Get Hard 'Feels Like a Life Sentence'

Unfunny flick isn't quite the satire it aims to be: critics
By Arden Dier,  Newser Staff
Posted Mar 27, 2015 12:20 PM CDT

Will Ferrell's latest comedy about a wealthy white guy who enlists a law-abiding black man to help him prepare for life in prison is proving more controversial than his usual work. With accusations that Get Hard is homophobic and racist, Ferrell defends the flick to the AP, noting he and costar Kevin Hart "show a mirror to what's already existing out there." Do critics agree?

  • "Perhaps there's an edgy dark comedy to be made about race, class, and the prospect of facing prison, but Get Hard is not it," Claudia Puig writes at USA Today. The film's "jokes are a cavalcade of racist and homophobic humorlessness." And though its cracks at class divisions perform better, they aren't worth the price of a movie ticket. Her advice: "Unless you're really hard up for entertainment, stay away from this tone-deaf raunchfest."
  • It "seeks to make you laugh while also risking offense by going too far. It succeeds on both counts," writes Peter Howell more favorably at the Toronto Star. The film will undoubtedly offend a portion of the audience, but "I enjoyed it because, unlike similar films of its ilk, everybody is in on the joke," he writes: white, black; rich, poor; etc. "It's not great cinema, but it's also not just a scattershot of dumbness and vulgarity." And "Ferrell and Hart make a good team."

  • Cary Darling at DFW is less kind. "Since anyone who has seen the trailer has already seen many of the film's best moments, making it through to the end does feel like something of a life sentence," she writes. Excepting a scene in which Hart portrays a black guy, a Latino guy, and a gay black guy within a matter of minutes, the film just doesn't bring the laughs. Instead, it's "weighed down by middle-school jokes."
  • At its best, Get Hard "does a smartly scathing job" of attacking privilege and entitlement, writes Ann Hornaday at the Washington Post. At its worst, it "veers perilously close to committing the very sins it aspires to criticize." Particularly, "the movie is drenched in gay panic" and includes "tiresome 'don't drop the soap' jokes," based on Ferrell's character's fears about being raped in prison. At least "Ferrell and Hart have a genial, easygoing chemistry," Hornaday writes.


Requirement
The answer must consist of the entire listing, repeated exactly.
____________
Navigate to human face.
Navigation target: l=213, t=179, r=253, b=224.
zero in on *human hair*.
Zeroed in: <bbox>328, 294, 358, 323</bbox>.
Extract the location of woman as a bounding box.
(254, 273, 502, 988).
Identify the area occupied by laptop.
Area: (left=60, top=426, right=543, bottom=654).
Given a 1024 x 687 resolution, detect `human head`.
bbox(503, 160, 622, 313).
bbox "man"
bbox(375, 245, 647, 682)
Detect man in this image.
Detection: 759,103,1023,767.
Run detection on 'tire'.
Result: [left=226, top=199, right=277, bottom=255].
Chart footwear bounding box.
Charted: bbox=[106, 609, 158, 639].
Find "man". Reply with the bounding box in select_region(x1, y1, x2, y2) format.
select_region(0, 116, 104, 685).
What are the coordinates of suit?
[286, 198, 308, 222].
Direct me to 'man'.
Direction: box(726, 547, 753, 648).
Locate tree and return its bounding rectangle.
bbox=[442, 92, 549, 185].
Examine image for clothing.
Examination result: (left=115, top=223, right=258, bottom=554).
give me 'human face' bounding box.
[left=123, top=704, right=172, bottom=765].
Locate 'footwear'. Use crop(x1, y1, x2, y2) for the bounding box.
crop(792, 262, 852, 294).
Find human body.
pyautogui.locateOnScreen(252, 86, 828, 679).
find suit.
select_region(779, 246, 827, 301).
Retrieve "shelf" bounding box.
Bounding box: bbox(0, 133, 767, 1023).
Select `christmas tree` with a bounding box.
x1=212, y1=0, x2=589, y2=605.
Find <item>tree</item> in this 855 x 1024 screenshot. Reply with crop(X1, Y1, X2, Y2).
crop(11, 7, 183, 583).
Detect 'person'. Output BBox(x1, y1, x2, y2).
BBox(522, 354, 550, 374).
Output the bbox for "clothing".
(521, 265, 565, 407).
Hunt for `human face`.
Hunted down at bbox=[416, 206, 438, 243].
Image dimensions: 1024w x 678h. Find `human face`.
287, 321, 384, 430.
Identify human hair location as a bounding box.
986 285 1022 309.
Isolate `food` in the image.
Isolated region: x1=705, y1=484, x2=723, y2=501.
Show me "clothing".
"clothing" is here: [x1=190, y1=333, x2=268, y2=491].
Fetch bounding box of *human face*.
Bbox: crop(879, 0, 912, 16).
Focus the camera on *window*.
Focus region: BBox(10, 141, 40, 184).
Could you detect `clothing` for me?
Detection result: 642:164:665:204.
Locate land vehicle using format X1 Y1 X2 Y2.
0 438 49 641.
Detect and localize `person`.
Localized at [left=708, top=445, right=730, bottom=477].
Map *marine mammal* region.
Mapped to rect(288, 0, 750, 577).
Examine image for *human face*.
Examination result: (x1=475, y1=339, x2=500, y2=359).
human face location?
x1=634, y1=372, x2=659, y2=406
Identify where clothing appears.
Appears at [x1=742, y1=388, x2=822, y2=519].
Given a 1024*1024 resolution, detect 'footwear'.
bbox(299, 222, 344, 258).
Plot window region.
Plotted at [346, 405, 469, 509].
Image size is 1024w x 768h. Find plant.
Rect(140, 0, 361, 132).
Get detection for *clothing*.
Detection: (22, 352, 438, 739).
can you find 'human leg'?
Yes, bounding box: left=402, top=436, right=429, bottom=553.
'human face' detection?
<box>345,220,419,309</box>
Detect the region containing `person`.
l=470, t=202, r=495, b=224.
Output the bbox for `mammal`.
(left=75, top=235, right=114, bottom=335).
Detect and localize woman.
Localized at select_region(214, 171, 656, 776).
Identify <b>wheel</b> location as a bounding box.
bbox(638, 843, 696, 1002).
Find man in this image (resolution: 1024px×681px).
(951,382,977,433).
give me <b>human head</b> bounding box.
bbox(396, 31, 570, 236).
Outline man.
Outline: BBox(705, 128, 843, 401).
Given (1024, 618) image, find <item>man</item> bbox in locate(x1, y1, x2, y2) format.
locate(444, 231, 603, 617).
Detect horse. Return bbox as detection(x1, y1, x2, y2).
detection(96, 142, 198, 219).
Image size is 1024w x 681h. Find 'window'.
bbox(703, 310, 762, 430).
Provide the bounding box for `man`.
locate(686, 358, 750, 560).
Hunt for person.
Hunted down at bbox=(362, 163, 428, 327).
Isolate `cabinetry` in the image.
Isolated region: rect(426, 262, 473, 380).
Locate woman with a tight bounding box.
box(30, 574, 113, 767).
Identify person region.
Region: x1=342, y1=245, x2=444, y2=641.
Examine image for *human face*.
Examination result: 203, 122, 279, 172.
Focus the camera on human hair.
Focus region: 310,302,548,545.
____________
Task output
Navigate to human face.
Navigation target: l=213, t=179, r=253, b=224.
zero in on *human hair*.
Zeroed in: <bbox>328, 294, 358, 323</bbox>.
Extract the location of woman as a bounding box.
(254, 273, 502, 988).
Identify the area occupied by laptop.
Area: (left=60, top=426, right=543, bottom=654).
Given a 1024 x 687 resolution, detect `human head`.
bbox(503, 160, 622, 313).
bbox "man"
bbox(375, 245, 647, 682)
Detect man in this image.
Detection: 759,103,1023,767.
Run detection on 'tire'.
Result: [left=226, top=199, right=277, bottom=255].
Chart footwear bounding box.
Charted: bbox=[106, 609, 158, 639].
Find "man". Reply with the bounding box in select_region(x1, y1, x2, y2) format.
select_region(0, 116, 104, 685).
What are the coordinates of suit?
[286, 198, 308, 222].
Direct me to 'man'.
Direction: box(726, 547, 753, 648).
Locate tree and return its bounding rectangle.
bbox=[442, 92, 549, 185].
Examine image for clothing.
Examination result: (left=115, top=223, right=258, bottom=554).
give me 'human face' bounding box.
[left=123, top=704, right=172, bottom=765].
Locate 'footwear'. Use crop(x1, y1, x2, y2) for the bounding box.
crop(792, 262, 852, 294).
Find human body.
pyautogui.locateOnScreen(252, 86, 828, 679).
find suit.
select_region(779, 246, 827, 301).
Retrieve "shelf" bounding box.
Bounding box: bbox(0, 133, 767, 1023).
Select `christmas tree` with a bounding box.
x1=212, y1=0, x2=589, y2=605.
Find <item>tree</item> in this 855 x 1024 screenshot. Reply with crop(X1, Y1, X2, Y2).
crop(11, 7, 183, 583).
Detect 'person'. Output BBox(x1, y1, x2, y2).
BBox(522, 354, 550, 374).
Output the bbox for "clothing".
(521, 265, 565, 407).
Hunt for `human face`.
Hunted down at bbox=[416, 206, 438, 243].
Image dimensions: 1024w x 678h. Find `human face`.
287, 321, 384, 430.
Identify human hair location as a bounding box.
986 285 1022 309.
Isolate `food` in the image.
Isolated region: x1=705, y1=484, x2=723, y2=501.
Show me "clothing".
"clothing" is here: [x1=190, y1=333, x2=268, y2=491].
Fetch bounding box of *human face*.
Bbox: crop(879, 0, 912, 16).
Focus the camera on *window*.
Focus region: BBox(10, 141, 40, 184).
Could you detect `clothing` for me?
Detection result: 642:164:665:204.
Locate land vehicle using format X1 Y1 X2 Y2.
0 438 49 641.
Detect and localize `person`.
Localized at [left=708, top=445, right=730, bottom=477].
Map *marine mammal* region.
Mapped to rect(288, 0, 750, 577).
Examine image for *human face*.
Examination result: (x1=475, y1=339, x2=500, y2=359).
human face location?
x1=634, y1=372, x2=659, y2=406
Identify where clothing appears.
Appears at [x1=742, y1=388, x2=822, y2=519].
Given a 1024*1024 resolution, detect 'footwear'.
bbox(299, 222, 344, 258).
Plot window region.
Plotted at [346, 405, 469, 509].
Image size is 1024w x 768h. Find plant.
Rect(140, 0, 361, 132).
Get detection for *clothing*.
Detection: (22, 352, 438, 739).
can you find 'human leg'?
Yes, bounding box: left=402, top=436, right=429, bottom=553.
'human face' detection?
<box>345,220,419,309</box>
Detect the region containing `person`.
l=470, t=202, r=495, b=224.
Output the bbox for `mammal`.
(left=75, top=235, right=114, bottom=335).
Detect and localize woman.
Localized at select_region(214, 171, 656, 776).
Identify <b>wheel</b> location as a bounding box.
bbox(638, 843, 696, 1002).
Find man in this image (resolution: 1024px×681px).
(951,382,977,433).
give me <b>human head</b> bounding box.
bbox(396, 31, 570, 236).
Outline man.
Outline: BBox(705, 128, 843, 401).
Given (1024, 618) image, find <item>man</item> bbox in locate(x1, y1, x2, y2) format.
locate(444, 231, 603, 617).
Detect horse. Return bbox as detection(x1, y1, x2, y2).
detection(96, 142, 198, 219).
Image size is 1024w x 681h. Find 'window'.
bbox(703, 310, 762, 430).
Provide the bounding box for `man`.
locate(686, 358, 750, 560).
Hunt for person.
Hunted down at bbox=(362, 163, 428, 327).
Isolate `cabinetry` in the image.
Isolated region: rect(426, 262, 473, 380).
Locate woman with a tight bounding box.
box(30, 574, 113, 767).
Identify person region.
Region: x1=342, y1=245, x2=444, y2=641.
Examine image for *human face*.
Examination result: 203, 122, 279, 172.
Focus the camera on human hair.
Focus region: 310,302,548,545.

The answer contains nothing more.